St. Paul’s students play Tom Sawyer for a day

St. Paul’s students play Tom Sawyer for a day

Mark Twain’s character Tom Sawyer may have had the right idea to enlist help whitewashing his Aunt Polly’s fence, but he had nothing on the students at St. Paul’s Catholic School.

Fifth-grade students at St. Paul’s Catholic School assist pre-kindergarten students fill in the outlines of a mural.

Fifth-grade students at St. Paul’s Catholic School assist pre-kindergarten students fill in the outlines of a mural.

After participating in the school’s annual Jog-a-Thon, students cooled down with a painting session at a 60- by 6-foot white picket fence on the property line, but it wasn’t white paint they were wielding on their brushes.

Evocative of a coloring book, boys and girls filled in the outlines of the mural created by Nicole Holderbaum, recipient of a Cultural Council of Greater Jacksonville and Florida Blue 2016 SPARK grant for her program, Jax Kids Murals.

During this period of open enrollment at the school, administrators wanted to draw attention to its academic opportunities, including its art program. Holderbaum had previously created nine murals, most temporary, for engagement with children.

“St. Paul’s asked me to do a design for them, so I made one up and gave them a sketch,” she said as she sprayed the outline freehand, from memory, on the fence. “It’s going to be very symmetrical with St. Paul in the center, Mary on one side, Jesus on the other, with flowers and doves between.”

The West Palm Beach native doesn’t specify what colors should be used to fill in the outlined characters, leaving it totally up to the imagination of the children. After the students add color, Holderbaum will re-outline some of the areas where color did not stay inside the lines.

“There are only two rules,” she said. “They are not allowed to mix colors and they can’t write any words.”

Artist Nicole Holderbaum spray paints a fence at St. Paul’s Catholic School for a student mural art project.

Artist Nicole Holderbaum spray paints a fence at St. Paul’s Catholic School for a student mural art project.

Holderbaum’s program started with One Spark in 2015, and then she was asked to work on murals for the city’s Parks and Recreation Department’s summer program. In addition to Jax Kids Mural Festival, Holderbaum teaches a mural-painting class at The Foundation Academy, and she has an outreach project with a goal to take the mural project to every school and community center in Jacksonville.

As Holderbaum signed her name – Nico – to the mural with a flourish of her black spray paint, students jogged past and commented. “I like the spray paint. It’s nice,” said one little girl.

The first of four Jax Kids Mural Festival projects will be held in Hemming Park, April 2. Holderbaum will have three 20- by 8-foot walls and one 20- by 4-foot wall for the smaller children.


Once the images are removed, repeat all of the entries exactly.

START Provided records

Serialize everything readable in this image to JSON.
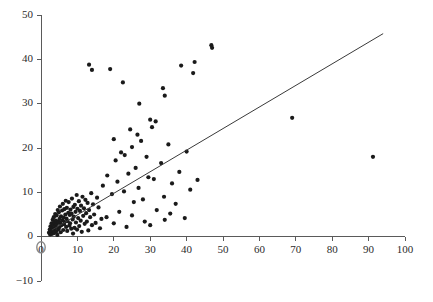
{
  "chart_data": {
    "type": "scatter",
    "title": "",
    "subtitle": "",
    "xlabel": "",
    "ylabel": "",
    "xlim": [
      0,
      100
    ],
    "ylim": [
      -10,
      50
    ],
    "grid": false,
    "legend": null,
    "xticks": [
      0,
      10,
      20,
      30,
      40,
      50,
      60,
      70,
      80,
      90,
      100
    ],
    "yticks": [
      -10,
      0,
      10,
      20,
      30,
      40,
      50
    ],
    "xtick_labels": [
      "0",
      "10",
      "20",
      "30",
      "40",
      "50",
      "60",
      "70",
      "80",
      "90",
      "100"
    ],
    "ytick_labels": [
      "-10",
      "0",
      "10",
      "20",
      "30",
      "40",
      "50"
    ],
    "point_color": "#1a1a1a",
    "point_size": 2.1,
    "axis_color": "#5a5a5a",
    "fit_line": {
      "color": "#3a3a3a",
      "x_start": 3.0,
      "y_start": 1.5,
      "x_end": 94.0,
      "y_end": 45.8
    },
    "origin_marker": {
      "x": 0,
      "y": -2.4,
      "shape": "ellipse",
      "color": "#8a8a8a"
    },
    "points": [
      [
        2.2,
        0.9
      ],
      [
        2.4,
        1.6
      ],
      [
        2.5,
        0.5
      ],
      [
        2.6,
        2.3
      ],
      [
        2.8,
        1.1
      ],
      [
        2.9,
        3.0
      ],
      [
        3.0,
        0.6
      ],
      [
        3.1,
        2.0
      ],
      [
        3.2,
        3.8
      ],
      [
        3.3,
        1.4
      ],
      [
        3.4,
        2.7
      ],
      [
        3.5,
        4.4
      ],
      [
        3.6,
        0.8
      ],
      [
        3.7,
        3.2
      ],
      [
        3.8,
        1.9
      ],
      [
        3.9,
        5.1
      ],
      [
        4.0,
        2.4
      ],
      [
        4.1,
        3.6
      ],
      [
        4.2,
        1.2
      ],
      [
        4.3,
        4.8
      ],
      [
        4.4,
        2.9
      ],
      [
        4.5,
        0.4
      ],
      [
        4.6,
        6.0
      ],
      [
        4.7,
        3.4
      ],
      [
        4.8,
        1.7
      ],
      [
        4.9,
        5.5
      ],
      [
        5.0,
        2.1
      ],
      [
        5.1,
        4.0
      ],
      [
        5.2,
        6.8
      ],
      [
        5.3,
        3.1
      ],
      [
        5.4,
        1.0
      ],
      [
        5.5,
        4.6
      ],
      [
        5.6,
        2.6
      ],
      [
        5.8,
        5.9
      ],
      [
        5.9,
        3.7
      ],
      [
        6.0,
        7.4
      ],
      [
        6.1,
        1.5
      ],
      [
        6.2,
        4.3
      ],
      [
        6.3,
        2.8
      ],
      [
        6.4,
        6.2
      ],
      [
        6.5,
        3.3
      ],
      [
        6.7,
        5.0
      ],
      [
        6.8,
        8.1
      ],
      [
        6.9,
        2.2
      ],
      [
        7.0,
        4.1
      ],
      [
        7.1,
        6.5
      ],
      [
        7.2,
        1.3
      ],
      [
        7.3,
        3.5
      ],
      [
        7.5,
        5.4
      ],
      [
        7.6,
        7.8
      ],
      [
        7.8,
        2.5
      ],
      [
        7.9,
        4.9
      ],
      [
        8.0,
        3.0
      ],
      [
        8.1,
        6.1
      ],
      [
        8.3,
        1.8
      ],
      [
        8.4,
        5.2
      ],
      [
        8.5,
        8.6
      ],
      [
        8.7,
        3.9
      ],
      [
        8.8,
        0.7
      ],
      [
        8.9,
        6.7
      ],
      [
        9.0,
        4.5
      ],
      [
        9.2,
        2.0
      ],
      [
        9.3,
        7.2
      ],
      [
        9.5,
        5.6
      ],
      [
        9.6,
        3.2
      ],
      [
        9.8,
        9.4
      ],
      [
        9.9,
        1.6
      ],
      [
        10.0,
        6.3
      ],
      [
        10.2,
        4.2
      ],
      [
        10.4,
        8.0
      ],
      [
        10.5,
        2.4
      ],
      [
        10.7,
        5.8
      ],
      [
        10.9,
        3.6
      ],
      [
        11.0,
        7.0
      ],
      [
        11.2,
        1.1
      ],
      [
        11.4,
        9.0
      ],
      [
        11.6,
        4.7
      ],
      [
        11.8,
        6.4
      ],
      [
        12.0,
        2.9
      ],
      [
        12.2,
        8.3
      ],
      [
        12.4,
        5.3
      ],
      [
        12.6,
        3.4
      ],
      [
        12.8,
        7.6
      ],
      [
        13.0,
        1.4
      ],
      [
        13.2,
        6.0
      ],
      [
        13.5,
        4.4
      ],
      [
        13.8,
        9.8
      ],
      [
        14.0,
        2.6
      ],
      [
        14.3,
        7.3
      ],
      [
        14.6,
        5.0
      ],
      [
        15.0,
        3.1
      ],
      [
        15.4,
        8.8
      ],
      [
        15.8,
        6.6
      ],
      [
        16.2,
        1.9
      ],
      [
        16.6,
        4.0
      ],
      [
        14.0,
        37.6
      ],
      [
        13.2,
        38.8
      ],
      [
        19.0,
        37.8
      ],
      [
        22.5,
        34.8
      ],
      [
        27.0,
        30.0
      ],
      [
        30.5,
        24.7
      ],
      [
        30.0,
        26.4
      ],
      [
        31.5,
        26.0
      ],
      [
        33.5,
        33.5
      ],
      [
        34.0,
        31.8
      ],
      [
        38.5,
        38.6
      ],
      [
        41.8,
        36.9
      ],
      [
        42.2,
        39.4
      ],
      [
        46.8,
        43.2
      ],
      [
        47.0,
        42.6
      ],
      [
        20.5,
        17.2
      ],
      [
        22.0,
        19.0
      ],
      [
        23.0,
        18.4
      ],
      [
        25.0,
        20.2
      ],
      [
        26.0,
        15.5
      ],
      [
        27.5,
        21.6
      ],
      [
        29.0,
        18.0
      ],
      [
        31.0,
        13.0
      ],
      [
        33.0,
        16.6
      ],
      [
        35.0,
        20.8
      ],
      [
        36.0,
        12.0
      ],
      [
        38.0,
        14.6
      ],
      [
        40.0,
        19.2
      ],
      [
        41.0,
        10.6
      ],
      [
        43.0,
        12.8
      ],
      [
        17.0,
        11.5
      ],
      [
        18.2,
        13.8
      ],
      [
        19.5,
        9.6
      ],
      [
        21.0,
        12.4
      ],
      [
        22.8,
        10.2
      ],
      [
        24.0,
        14.2
      ],
      [
        25.5,
        7.8
      ],
      [
        26.8,
        11.0
      ],
      [
        28.0,
        8.4
      ],
      [
        29.5,
        13.4
      ],
      [
        31.8,
        6.0
      ],
      [
        33.8,
        9.0
      ],
      [
        35.5,
        5.2
      ],
      [
        37.0,
        7.4
      ],
      [
        39.5,
        4.2
      ],
      [
        18.0,
        4.4
      ],
      [
        20.0,
        3.0
      ],
      [
        21.5,
        5.6
      ],
      [
        23.5,
        2.2
      ],
      [
        25.0,
        4.8
      ],
      [
        28.5,
        3.4
      ],
      [
        30.0,
        2.6
      ],
      [
        34.0,
        3.8
      ],
      [
        24.5,
        24.2
      ],
      [
        26.5,
        23.0
      ],
      [
        20.0,
        22.0
      ],
      [
        69.0,
        26.8
      ],
      [
        91.2,
        18.0
      ]
    ]
  }
}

END Provided records

**Finished exercise:**
Serialize everything readable in this image to JSON.
{
  "chart_data": {
    "type": "scatter",
    "title": "",
    "subtitle": "",
    "xlabel": "",
    "ylabel": "",
    "xlim": [
      0,
      100
    ],
    "ylim": [
      -10,
      50
    ],
    "grid": false,
    "legend": null,
    "xticks": [
      0,
      10,
      20,
      30,
      40,
      50,
      60,
      70,
      80,
      90,
      100
    ],
    "yticks": [
      -10,
      0,
      10,
      20,
      30,
      40,
      50
    ],
    "xtick_labels": [
      "0",
      "10",
      "20",
      "30",
      "40",
      "50",
      "60",
      "70",
      "80",
      "90",
      "100"
    ],
    "ytick_labels": [
      "-10",
      "0",
      "10",
      "20",
      "30",
      "40",
      "50"
    ],
    "point_color": "#1a1a1a",
    "point_size": 2.1,
    "axis_color": "#5a5a5a",
    "fit_line": {
      "color": "#3a3a3a",
      "x_start": 3.0,
      "y_start": 1.5,
      "x_end": 94.0,
      "y_end": 45.8
    },
    "origin_marker": {
      "x": 0,
      "y": -2.4,
      "shape": "ellipse",
      "color": "#8a8a8a"
    },
    "points": [
      [
        2.2,
        0.9
      ],
      [
        2.4,
        1.6
      ],
      [
        2.5,
        0.5
      ],
      [
        2.6,
        2.3
      ],
      [
        2.8,
        1.1
      ],
      [
        2.9,
        3.0
      ],
      [
        3.0,
        0.6
      ],
      [
        3.1,
        2.0
      ],
      [
        3.2,
        3.8
      ],
      [
        3.3,
        1.4
      ],
      [
        3.4,
        2.7
      ],
      [
        3.5,
        4.4
      ],
      [
        3.6,
        0.8
      ],
      [
        3.7,
        3.2
      ],
      [
        3.8,
        1.9
      ],
      [
        3.9,
        5.1
      ],
      [
        4.0,
        2.4
      ],
      [
        4.1,
        3.6
      ],
      [
        4.2,
        1.2
      ],
      [
        4.3,
        4.8
      ],
      [
        4.4,
        2.9
      ],
      [
        4.5,
        0.4
      ],
      [
        4.6,
        6.0
      ],
      [
        4.7,
        3.4
      ],
      [
        4.8,
        1.7
      ],
      [
        4.9,
        5.5
      ],
      [
        5.0,
        2.1
      ],
      [
        5.1,
        4.0
      ],
      [
        5.2,
        6.8
      ],
      [
        5.3,
        3.1
      ],
      [
        5.4,
        1.0
      ],
      [
        5.5,
        4.6
      ],
      [
        5.6,
        2.6
      ],
      [
        5.8,
        5.9
      ],
      [
        5.9,
        3.7
      ],
      [
        6.0,
        7.4
      ],
      [
        6.1,
        1.5
      ],
      [
        6.2,
        4.3
      ],
      [
        6.3,
        2.8
      ],
      [
        6.4,
        6.2
      ],
      [
        6.5,
        3.3
      ],
      [
        6.7,
        5.0
      ],
      [
        6.8,
        8.1
      ],
      [
        6.9,
        2.2
      ],
      [
        7.0,
        4.1
      ],
      [
        7.1,
        6.5
      ],
      [
        7.2,
        1.3
      ],
      [
        7.3,
        3.5
      ],
      [
        7.5,
        5.4
      ],
      [
        7.6,
        7.8
      ],
      [
        7.8,
        2.5
      ],
      [
        7.9,
        4.9
      ],
      [
        8.0,
        3.0
      ],
      [
        8.1,
        6.1
      ],
      [
        8.3,
        1.8
      ],
      [
        8.4,
        5.2
      ],
      [
        8.5,
        8.6
      ],
      [
        8.7,
        3.9
      ],
      [
        8.8,
        0.7
      ],
      [
        8.9,
        6.7
      ],
      [
        9.0,
        4.5
      ],
      [
        9.2,
        2.0
      ],
      [
        9.3,
        7.2
      ],
      [
        9.5,
        5.6
      ],
      [
        9.6,
        3.2
      ],
      [
        9.8,
        9.4
      ],
      [
        9.9,
        1.6
      ],
      [
        10.0,
        6.3
      ],
      [
        10.2,
        4.2
      ],
      [
        10.4,
        8.0
      ],
      [
        10.5,
        2.4
      ],
      [
        10.7,
        5.8
      ],
      [
        10.9,
        3.6
      ],
      [
        11.0,
        7.0
      ],
      [
        11.2,
        1.1
      ],
      [
        11.4,
        9.0
      ],
      [
        11.6,
        4.7
      ],
      [
        11.8,
        6.4
      ],
      [
        12.0,
        2.9
      ],
      [
        12.2,
        8.3
      ],
      [
        12.4,
        5.3
      ],
      [
        12.6,
        3.4
      ],
      [
        12.8,
        7.6
      ],
      [
        13.0,
        1.4
      ],
      [
        13.2,
        6.0
      ],
      [
        13.5,
        4.4
      ],
      [
        13.8,
        9.8
      ],
      [
        14.0,
        2.6
      ],
      [
        14.3,
        7.3
      ],
      [
        14.6,
        5.0
      ],
      [
        15.0,
        3.1
      ],
      [
        15.4,
        8.8
      ],
      [
        15.8,
        6.6
      ],
      [
        16.2,
        1.9
      ],
      [
        16.6,
        4.0
      ],
      [
        14.0,
        37.6
      ],
      [
        13.2,
        38.8
      ],
      [
        19.0,
        37.8
      ],
      [
        22.5,
        34.8
      ],
      [
        27.0,
        30.0
      ],
      [
        30.5,
        24.7
      ],
      [
        30.0,
        26.4
      ],
      [
        31.5,
        26.0
      ],
      [
        33.5,
        33.5
      ],
      [
        34.0,
        31.8
      ],
      [
        38.5,
        38.6
      ],
      [
        41.8,
        36.9
      ],
      [
        42.2,
        39.4
      ],
      [
        46.8,
        43.2
      ],
      [
        47.0,
        42.6
      ],
      [
        20.5,
        17.2
      ],
      [
        22.0,
        19.0
      ],
      [
        23.0,
        18.4
      ],
      [
        25.0,
        20.2
      ],
      [
        26.0,
        15.5
      ],
      [
        27.5,
        21.6
      ],
      [
        29.0,
        18.0
      ],
      [
        31.0,
        13.0
      ],
      [
        33.0,
        16.6
      ],
      [
        35.0,
        20.8
      ],
      [
        36.0,
        12.0
      ],
      [
        38.0,
        14.6
      ],
      [
        40.0,
        19.2
      ],
      [
        41.0,
        10.6
      ],
      [
        43.0,
        12.8
      ],
      [
        17.0,
        11.5
      ],
      [
        18.2,
        13.8
      ],
      [
        19.5,
        9.6
      ],
      [
        21.0,
        12.4
      ],
      [
        22.8,
        10.2
      ],
      [
        24.0,
        14.2
      ],
      [
        25.5,
        7.8
      ],
      [
        26.8,
        11.0
      ],
      [
        28.0,
        8.4
      ],
      [
        29.5,
        13.4
      ],
      [
        31.8,
        6.0
      ],
      [
        33.8,
        9.0
      ],
      [
        35.5,
        5.2
      ],
      [
        37.0,
        7.4
      ],
      [
        39.5,
        4.2
      ],
      [
        18.0,
        4.4
      ],
      [
        20.0,
        3.0
      ],
      [
        21.5,
        5.6
      ],
      [
        23.5,
        2.2
      ],
      [
        25.0,
        4.8
      ],
      [
        28.5,
        3.4
      ],
      [
        30.0,
        2.6
      ],
      [
        34.0,
        3.8
      ],
      [
        24.5,
        24.2
      ],
      [
        26.5,
        23.0
      ],
      [
        20.0,
        22.0
      ],
      [
        69.0,
        26.8
      ],
      [
        91.2,
        18.0
      ]
    ]
  }
}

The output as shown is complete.